Cardiac researcher and author Bing dies at 101

Published 4:00 am Saturday, November 13, 2010

LOS ANGELES — Dr. Richard J. Bing, a research cardiologist, composer and author who has been called a “Renaissance man” and “a man for all seasons,” died Monday at his home in the Los Angeles-area community of La Canada Flintridge. He had celebrated his 101st birthday a month earlier and had been suffering from heart disease.

One of the last surviving Jewish scientists who fled Nazi Germany to escape persecution, Bing played a major role in the golden age of heart surgery in the 1950s and ’60s, exploring cardiac metabolism, cardiac catheterization, congenital heart disease and the measurement of blood flow in the heart. He pioneered studies of the role of nitric oxide in the vascular system, work that eventually won the Nobel Prize for three other researchers.

He published more than 500 research articles. But he also published more than 300 musical scores, including a two-hour “Missa,” and five books of fiction. His musical manuscripts are housed in the Bing collection at the Doheny Library at the University of Southern California.

Richard John Bing was born Oct. 12, 1909, in Nuremburg, Germany. He took piano lessons as a child and studied piano in a master class at the conservatory in the Nuremburg Gymnasium, but the major focus of his efforts was composition. He concluded, he later wrote, that a more sustainable career could be achieved in medicine.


* PROBLEM DETAILS:
The copy you return should hold every record below word for word and no images.

* RECORDED INFORMATION:
________
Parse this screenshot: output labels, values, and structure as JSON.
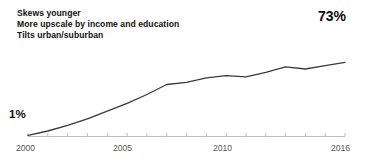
{
  "chart_data": {
    "type": "line",
    "title": "",
    "subtitle": "",
    "xlabel": "",
    "ylabel": "",
    "xlim": [
      2000,
      2016
    ],
    "ylim": [
      0,
      80
    ],
    "grid": false,
    "legend": false,
    "x": [
      2000,
      2001,
      2002,
      2003,
      2004,
      2005,
      2006,
      2007,
      2008,
      2009,
      2010,
      2011,
      2012,
      2013,
      2014,
      2015,
      2016
    ],
    "series": [
      {
        "name": "Share of adults",
        "values": [
          1,
          5,
          10,
          16,
          23,
          30,
          38,
          47,
          49,
          53,
          55,
          54,
          58,
          63,
          61,
          64,
          67
        ]
      }
    ],
    "tick_labels": [
      "2000",
      "2005",
      "2010",
      "2016"
    ],
    "tick_values": [
      2000,
      2005,
      2010,
      2016
    ],
    "minor_ticks_every": 1,
    "annotations": [
      {
        "name": "start-value",
        "text": "1%",
        "x": 2000,
        "y": 1
      },
      {
        "name": "end-value",
        "text": "73%",
        "x": 2016,
        "y": 67
      }
    ],
    "callout_lines": [
      "Skews younger",
      "More upscale by income and education",
      "Tilts urban/suburban"
    ],
    "colors": {
      "line": "#3a3a3a",
      "axis": "#bdbdbd",
      "tick_label": "#555555",
      "annotation_text": "#111111",
      "background": "#ffffff"
    }
  },
  "callout": {
    "line1": "Skews younger",
    "line2": "More upscale by income and education",
    "line3": "Tilts urban/suburban"
  },
  "labels": {
    "start_value": "1%",
    "end_value": "73%"
  },
  "axis": {
    "ticks": [
      {
        "label": "2000",
        "left": 16
      },
      {
        "label": "2005",
        "left": 113
      },
      {
        "label": "2010",
        "left": 213
      },
      {
        "label": "2016",
        "left": 331
      }
    ]
  }
}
________
* SOLUTION TO THE EXERCISE:
Parse this screenshot: output labels, values, and structure as JSON.
{
  "chart_data": {
    "type": "line",
    "title": "",
    "subtitle": "",
    "xlabel": "",
    "ylabel": "",
    "xlim": [
      2000,
      2016
    ],
    "ylim": [
      0,
      80
    ],
    "grid": false,
    "legend": false,
    "x": [
      2000,
      2001,
      2002,
      2003,
      2004,
      2005,
      2006,
      2007,
      2008,
      2009,
      2010,
      2011,
      2012,
      2013,
      2014,
      2015,
      2016
    ],
    "series": [
      {
        "name": "Share of adults",
        "values": [
          1,
          5,
          10,
          16,
          23,
          30,
          38,
          47,
          49,
          53,
          55,
          54,
          58,
          63,
          61,
          64,
          67
        ]
      }
    ],
    "tick_labels": [
      "2000",
      "2005",
      "2010",
      "2016"
    ],
    "tick_values": [
      2000,
      2005,
      2010,
      2016
    ],
    "minor_ticks_every": 1,
    "annotations": [
      {
        "name": "start-value",
        "text": "1%",
        "x": 2000,
        "y": 1
      },
      {
        "name": "end-value",
        "text": "73%",
        "x": 2016,
        "y": 67
      }
    ],
    "callout_lines": [
      "Skews younger",
      "More upscale by income and education",
      "Tilts urban/suburban"
    ],
    "colors": {
      "line": "#3a3a3a",
      "axis": "#bdbdbd",
      "tick_label": "#555555",
      "annotation_text": "#111111",
      "background": "#ffffff"
    }
  },
  "callout": {
    "line1": "Skews younger",
    "line2": "More upscale by income and education",
    "line3": "Tilts urban/suburban"
  },
  "labels": {
    "start_value": "1%",
    "end_value": "73%"
  },
  "axis": {
    "ticks": [
      {
        "label": "2000",
        "left": 16
      },
      {
        "label": "2005",
        "left": 113
      },
      {
        "label": "2010",
        "left": 213
      },
      {
        "label": "2016",
        "left": 331
      }
    ]
  }
}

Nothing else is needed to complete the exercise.